Calendar 2007: Tet Holiday Misprinting, Who will be Responsible?

4:48:35 PM | 9/29/2006

Associate Professor and Doctor Le Thanh Lan of the Vietnam Institute of Science and Technology, said many calendars of various types including wall, pocket and desk calendars have misprinted the date for Tet (Lunar New Year), the largest public holiday in Vietnam. Some calendars printed the Tet on February 17 while others read February 18. The wrongful printing makes many people doubtful about the calendar science of Vietnam.
 
Mr. Nguyen Mau Tung, former director of the State Calendar Committee, said the difference in lunar dates is because calendar printers ignored the regulations set by the State Calendar Committee while employing the Chinese calendar to apply to the Vietnamese one.
 
In fact, both Vietnam and China use the same method to calculate the weather calendar (solar) but they use different rules to calculate the bissextile months and time zones. The time zone of Vietnam is GMT + 7 while the Chinese one is GMT + 8. The dissimilarity leads to the different in calculating the bissextile months.
 
Next year, Vietnam enjoys the Lunar New Year before China because the New Year’s Eve of Vietnam falls on a 29-day month while the Chinese one is in a 30-day month. The first month of the year in the Vietnamese calendar will have 30 days while the Chinese one has 29 days. Thus, the Vietnamese and Chinese calendars do not coincide until the first day of the second month of the lunar year.
 
Mr. Tran Tien Binh of the State Calendar Committee frankly admitted that his committee has not fulfilled the task. The committee should have announced the standardised calendar in a very long time ago when the standardised calendar was finished. However, the administrative procedure prevented the widespread announcement. As a result, this caused the misprint.
 
“If this issue is not resolved, a person will need two different calendars,” Mr. Ly Ba Toan, deputy general director of the Publication Department said. Publishers have registered for the publication of 116 million calendar blocks. However, the publication varies depending on the market demand, possibly 10-16 million blocks. Toan said, each year the department has to take into account 600 - 700 different calendar blocks; hence, the individual check is hardly possible. The publishers should apologise users and promise to resolve the mistake in the following year.
 
Mr. Tran Tan Ngo, director of the Vietnam Book Publishing Corp., who disagreed with Toan’s arguments, said the mistake on the calendar cannot satisfy users by a denial or an apology on mass media. Instead, we should put to and end the misprinted calendars. At present, Vietnam has 59 publishing houses; therefore, the product of this publishing house has mistake, we have products of others. The biggest matter is how to make the public feel secure.
 
Possibly, it is time to introduce hard resolutions. Publishers should destroy calendar blocks or any types of calendars immediately. The State Calendar Committee should introduce the Vietnamese standard calendar soon to terminate the long-lasting quarrels about the calendar.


Your task → Read through the lines below and copy the ones holding the string "title".

--- Records provided Enclosed Below ---

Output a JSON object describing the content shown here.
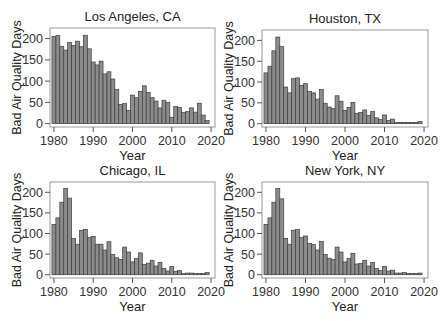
{
  "figure": {
    "xlabel": "Year",
    "ylabel": "Bad Air Quality Days",
    "colors": {
      "bar_fill": "#8c8c8c",
      "bar_edge": "#3c3c3c",
      "frame": "#9a9a9a",
      "axis": "#555555"
    }
  },
  "chart_data": [
    {
      "type": "bar",
      "title": "Los Angeles, CA",
      "xlabel": "Year",
      "ylabel": "Bad Air Quality Days",
      "xticks": [
        1980,
        1990,
        2000,
        2010,
        2020
      ],
      "yticks": [
        0,
        50,
        100,
        150,
        200
      ],
      "xlim": [
        1979,
        2021
      ],
      "ylim": [
        -8,
        225
      ],
      "grid": false,
      "categories": [
        1980,
        1981,
        1982,
        1983,
        1984,
        1985,
        1986,
        1987,
        1988,
        1989,
        1990,
        1991,
        1992,
        1993,
        1994,
        1995,
        1996,
        1997,
        1998,
        1999,
        2000,
        2001,
        2002,
        2003,
        2004,
        2005,
        2006,
        2007,
        2008,
        2009,
        2010,
        2011,
        2012,
        2013,
        2014,
        2015,
        2016,
        2017,
        2018,
        2019
      ],
      "values": [
        205,
        207,
        182,
        173,
        191,
        184,
        194,
        181,
        208,
        176,
        145,
        138,
        147,
        117,
        122,
        105,
        80,
        45,
        47,
        31,
        67,
        61,
        76,
        89,
        73,
        61,
        53,
        37,
        55,
        50,
        15,
        40,
        38,
        26,
        28,
        37,
        27,
        48,
        20,
        7
      ]
    },
    {
      "type": "bar",
      "title": "Houston, TX",
      "xlabel": "Year",
      "ylabel": "Bad Air Quality Days",
      "xticks": [
        1980,
        1990,
        2000,
        2010,
        2020
      ],
      "yticks": [
        0,
        50,
        100,
        150,
        200
      ],
      "xlim": [
        1979,
        2021
      ],
      "ylim": [
        -8,
        225
      ],
      "grid": false,
      "categories": [
        1980,
        1981,
        1982,
        1983,
        1984,
        1985,
        1986,
        1987,
        1988,
        1989,
        1990,
        1991,
        1992,
        1993,
        1994,
        1995,
        1996,
        1997,
        1998,
        1999,
        2000,
        2001,
        2002,
        2003,
        2004,
        2005,
        2006,
        2007,
        2008,
        2009,
        2010,
        2011,
        2012,
        2013,
        2014,
        2015,
        2016,
        2017,
        2018,
        2019
      ],
      "values": [
        122,
        138,
        175,
        208,
        185,
        88,
        74,
        108,
        110,
        92,
        96,
        77,
        74,
        59,
        82,
        49,
        40,
        36,
        67,
        54,
        32,
        39,
        51,
        25,
        27,
        33,
        20,
        29,
        14,
        10,
        21,
        8,
        11,
        3,
        3,
        3,
        3,
        3,
        3,
        5
      ]
    },
    {
      "type": "bar",
      "title": "Chicago, IL",
      "xlabel": "Year",
      "ylabel": "Bad Air Quality Days",
      "xticks": [
        1980,
        1990,
        2000,
        2010,
        2020
      ],
      "yticks": [
        0,
        50,
        100,
        150,
        200
      ],
      "xlim": [
        1979,
        2021
      ],
      "ylim": [
        -8,
        225
      ],
      "grid": false,
      "categories": [
        1980,
        1981,
        1982,
        1983,
        1984,
        1985,
        1986,
        1987,
        1988,
        1989,
        1990,
        1991,
        1992,
        1993,
        1994,
        1995,
        1996,
        1997,
        1998,
        1999,
        2000,
        2001,
        2002,
        2003,
        2004,
        2005,
        2006,
        2007,
        2008,
        2009,
        2010,
        2011,
        2012,
        2013,
        2014,
        2015,
        2016,
        2017,
        2018,
        2019
      ],
      "values": [
        122,
        138,
        176,
        209,
        186,
        88,
        74,
        107,
        110,
        90,
        93,
        74,
        74,
        60,
        80,
        49,
        41,
        37,
        67,
        55,
        31,
        39,
        53,
        25,
        28,
        35,
        21,
        30,
        15,
        9,
        20,
        8,
        10,
        3,
        4,
        4,
        3,
        3,
        3,
        5
      ]
    },
    {
      "type": "bar",
      "title": "New York, NY",
      "xlabel": "Year",
      "ylabel": "Bad Air Quality Days",
      "xticks": [
        1980,
        1990,
        2000,
        2010,
        2020
      ],
      "yticks": [
        0,
        50,
        100,
        150,
        200
      ],
      "xlim": [
        1979,
        2021
      ],
      "ylim": [
        -8,
        225
      ],
      "grid": false,
      "categories": [
        1980,
        1981,
        1982,
        1983,
        1984,
        1985,
        1986,
        1987,
        1988,
        1989,
        1990,
        1991,
        1992,
        1993,
        1994,
        1995,
        1996,
        1997,
        1998,
        1999,
        2000,
        2001,
        2002,
        2003,
        2004,
        2005,
        2006,
        2007,
        2008,
        2009,
        2010,
        2011,
        2012,
        2013,
        2014,
        2015,
        2016,
        2017,
        2018,
        2019
      ],
      "values": [
        122,
        138,
        176,
        209,
        184,
        88,
        74,
        108,
        110,
        90,
        94,
        76,
        73,
        60,
        81,
        49,
        40,
        37,
        67,
        55,
        31,
        39,
        52,
        26,
        27,
        35,
        21,
        30,
        15,
        10,
        20,
        9,
        11,
        4,
        4,
        5,
        3,
        3,
        3,
        4
      ]
    }
  ]
}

--- End of Enclosed Records provided ---

Exercise output →
      "title": "Los Angeles, CA",
      "title": "Houston, TX",
      "title": "Chicago, IL",
      "title": "New York, NY",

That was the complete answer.